Since 2021, the Wisconsin Institute for Law & Liberty (WILL) and Alliance Defending Freedom (ADF) have been representing two sets of area parents against KMSD over school officials treating children as members of the opposite sex without parents’ permission.
One of the families involved said the school actually refused their request to use their daughter’s actual name and female pronouns, resulting in moving the child to a different school and getting her counseling (the girl later came to accept her actual gender).
On Wednesday, a Waukesha County circuit court ruled in favor of the parents, determining that KMSD’s policy “violates parents’ constitutional right to determine the appropriate medical and healthcare for their children,” and enjoining the district “from allowing or requiring staff to refer to students using a name or pronouns at odds with the student’s biological sex, while at school, without express parental consent.”
“The School District could not administer medicine to a student without parental consent,” the court observed. “The School District could not require or allow a student to participate in a sport without parental consent. Likewise, the School District cannot change the pronoun of a student without parental consent without impinging on a fundamental liberty interest of the parents.”
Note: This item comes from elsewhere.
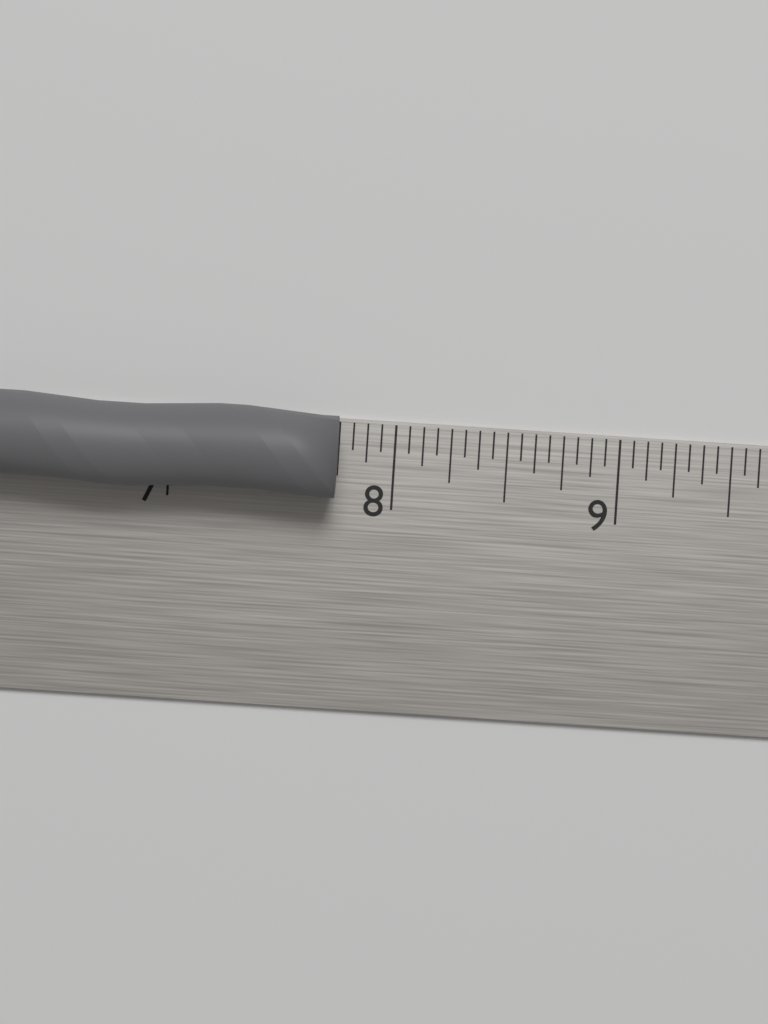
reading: 7.7500 in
“Parents’ rights to direct the upbringing and education of their children is one of the most basic constitutional rights every parent holds dear,” ADF senior counsel Kate Anderson said. “Yet we are seeing more and more school districts across the country not only ignoring parents’ concerns but actively working against them. The court was right to respect the serious concerns of these parents by holding that Kettle Moraine School District’s policy, which undermines parents and harms children, violates the Wisconsin Constitution.”
“This victory represents a major win for parental rights,” WILL deputy counsel Luke Berg agreed. “The court confirmed that parents, not educators or school faculty, have the right to decide whether a social transition is in their own child’s best interests. The decision should be a warning to the many districts across the country with similar policies to exclude parents from gender transitions at school.”
Evidence shows that “affirming” gender confusion carries serious harms, especially when done with impressionable children who lack the mental development, emotional maturity, and life experience to consider the long-term ramifications of the decision.
Studies find that more than 80 percent of children experiencing gender dysphoria outgrow it on their own by late adolescence, and that even full “reassignment” surgery often fails to resolve gender-confused individuals’ heightened tendency to engage in self-harm and suicide — and may even exacerbate it, including by reinforcing their confusion and neglecting the actual root causes of their mental strife.
The danger of keeping parents in the dark about such situations is grimly illustrated in the story of Yaeli Martinez, a 19-year-old to whom “gender transitioning” was touted as a possible cure for her depression in high school, supported by a high school counselor who withheld what she was going through from her mother. The troubled girl killed herself after trying to live as a man for three years.
This summer, another Wisconsin judge ruled differently in another school gender case out of Waukesha County, with Judge Lynn Adelman temporarily forcing Mukwonago Area School District to allow a male student into girls’ restrooms.